Inauguration Day Facts
- The longest inaugural address was delivered by William Henry Harrison -- after delivering the 8,445-word address on a cold day in March 1841, he died a month later of pneumonia.
- This is the seventh time in U.S. history the official presidential inauguration date has fallen on a Sunday. Each time, this pushed the public ceremony into Monday.
- Inaugurations weren't always staged for the public. The inaugurations for George Washington's second term and for John Adams were held in Philadelphia -- inside Congress Hall. Thomas Jefferson then moved the ceremony back to D.C. in 1801, while still taking the oath inside the Senate. James Monroe moved the ceremony back to a public affair in 1817.
- The words "so help me God" are not technically part of the constitutionally prescribed oath of office. Washington started the practice at the end of his 1789 ceremony.

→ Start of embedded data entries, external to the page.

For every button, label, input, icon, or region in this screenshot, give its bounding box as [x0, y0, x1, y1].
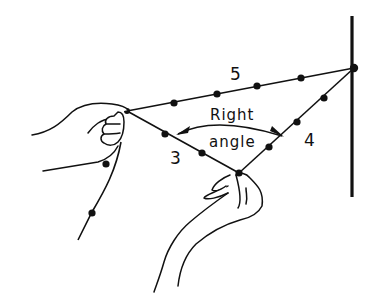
rope-triangle-diagram: 5 3 4 Right angle: [0, 0, 370, 298]
right-hand-icon: [154, 173, 262, 292]
label-angle: angle: [209, 133, 256, 151]
left-hand-icon: [32, 103, 128, 171]
label-right: Right: [210, 106, 255, 124]
label-side-3: 3: [170, 148, 181, 168]
hanging-rope: [78, 142, 121, 240]
label-side-4: 4: [304, 130, 315, 150]
label-side-5: 5: [230, 64, 241, 84]
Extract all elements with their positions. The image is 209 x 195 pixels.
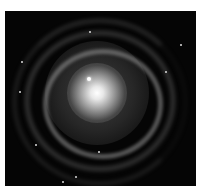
galaxy-image [5,11,196,186]
star [19,91,21,93]
star [165,71,167,73]
star [75,176,77,178]
star [98,151,100,153]
star [180,44,182,46]
galaxy-core [67,63,127,123]
star [21,61,23,63]
foreground-star [87,77,91,81]
star [89,31,91,33]
star [35,144,37,146]
star [62,181,64,183]
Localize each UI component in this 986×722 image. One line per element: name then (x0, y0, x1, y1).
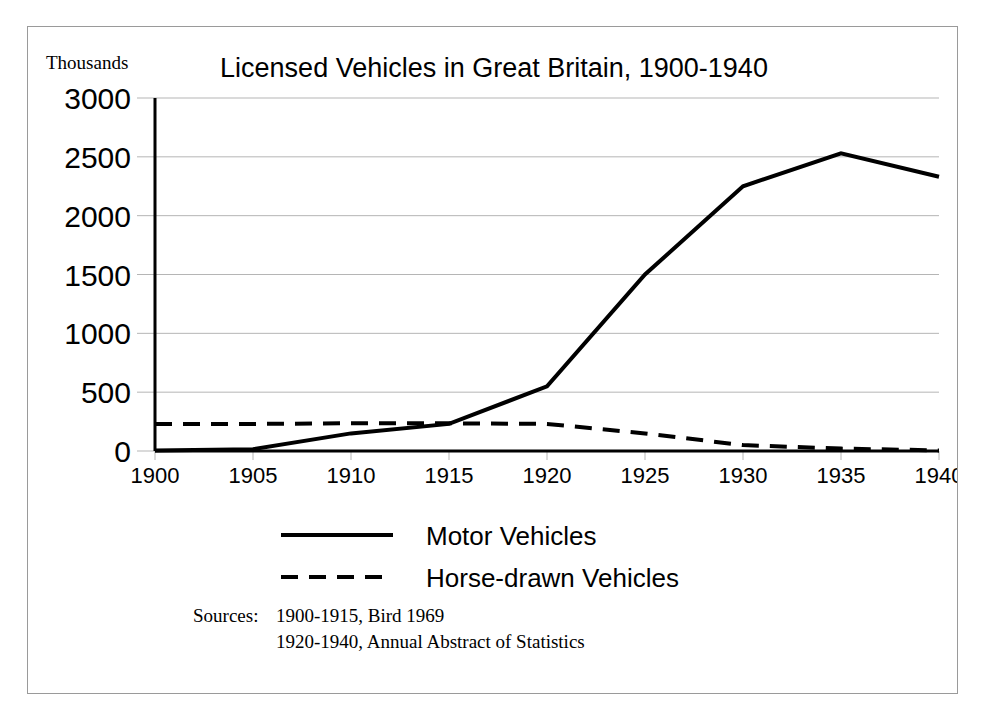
y-axis-tick-label: 2500 (64, 141, 131, 174)
sources-label: Sources: (193, 605, 258, 626)
x-axis-tick-label: 1905 (229, 463, 278, 488)
legend-label: Horse-drawn Vehicles (426, 563, 679, 593)
x-axis-tick-label: 1925 (621, 463, 670, 488)
x-axis-tick-label: 1935 (817, 463, 866, 488)
y-axis-tick-label: 3000 (64, 82, 131, 115)
sources-line-2: 1920-1940, Annual Abstract of Statistics (276, 631, 585, 652)
series-line-motor-vehicles (155, 153, 939, 450)
x-axis-tick-label: 1900 (131, 463, 180, 488)
x-axis-tick-labels: 190019051910191519201925193019351940 (131, 463, 957, 488)
y-axis-unit-label: Thousands (46, 52, 128, 73)
y-axis-tick-label: 1000 (64, 317, 131, 350)
y-axis-tick-label: 2000 (64, 200, 131, 233)
x-axis-tick-label: 1940 (915, 463, 957, 488)
y-axis-tick-label: 0 (114, 435, 131, 468)
x-axis-tick-label: 1930 (719, 463, 768, 488)
line-chart: Thousands Licensed Vehicles in Great Bri… (28, 27, 957, 693)
legend-label: Motor Vehicles (426, 521, 597, 551)
chart-figure: Thousands Licensed Vehicles in Great Bri… (27, 26, 958, 694)
gridlines (155, 98, 939, 451)
y-axis-tick-label: 500 (81, 376, 131, 409)
y-axis-tick-labels: 050010001500200025003000 (64, 82, 155, 468)
chart-title: Licensed Vehicles in Great Britain, 1900… (220, 53, 768, 83)
y-axis-tick-label: 1500 (64, 259, 131, 292)
x-axis-tick-label: 1915 (425, 463, 474, 488)
sources-line-1: 1900-1915, Bird 1969 (276, 605, 444, 626)
x-axis-tick-label: 1920 (523, 463, 572, 488)
chart-legend: Motor VehiclesHorse-drawn Vehicles (281, 521, 679, 593)
x-axis-tick-label: 1910 (327, 463, 376, 488)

- The chief justice of the Supreme Court usually administers the oath. But when Washington was sworn in in 1789, no justice had yet been appointed. So Robert R. Livingston, chancellor of New York state, administered.
- Most, but not all, of the oath ceremonies have included a Bible. Washington started the practice by using a Bible from a nearby Masonic Lodge.
- Warren G. Harding was the first to deliver his address using speakers, Calvin Coolidge the first to have his address broadcast by radio and Harry Truman the first to deliver his address over television.
- The shortest inaugural address was from Washington in 1793 -- at 135 words.
- The coldest inauguration was Ronald Reagan's second in 1985. The morning low was 4 degrees below zero -- the high was only 17 degrees.
- In 1853, Franklin Pierce delivered his address without using notes.
- Andrew Johnson was thought to be drunk when he delivered his inaugural address in 1865.
- Reagan's second inauguration was the first time the official date fell on Super Bowl Sunday. He was privately sworn in that day, but public ceremonies were on Monday.
- The largest inaugural parade was for Dwight Eisenhower in 1953. It lasted more than four hours.
- The largest turnout for an inauguration was in 2009, when 1.8 million came to see Barack Obama be sworn in -- he became the first black U.S. president.
- The Blue Room, where the president took the official oath Sunday, is one of three oval-shaped rooms in the main part of the White House. The other two are the Oval Office and the Yellow Oval Room, in the private quarters. It wasn't always blue -- it was originally red, and then green, until Martin Van Buren redecorated it.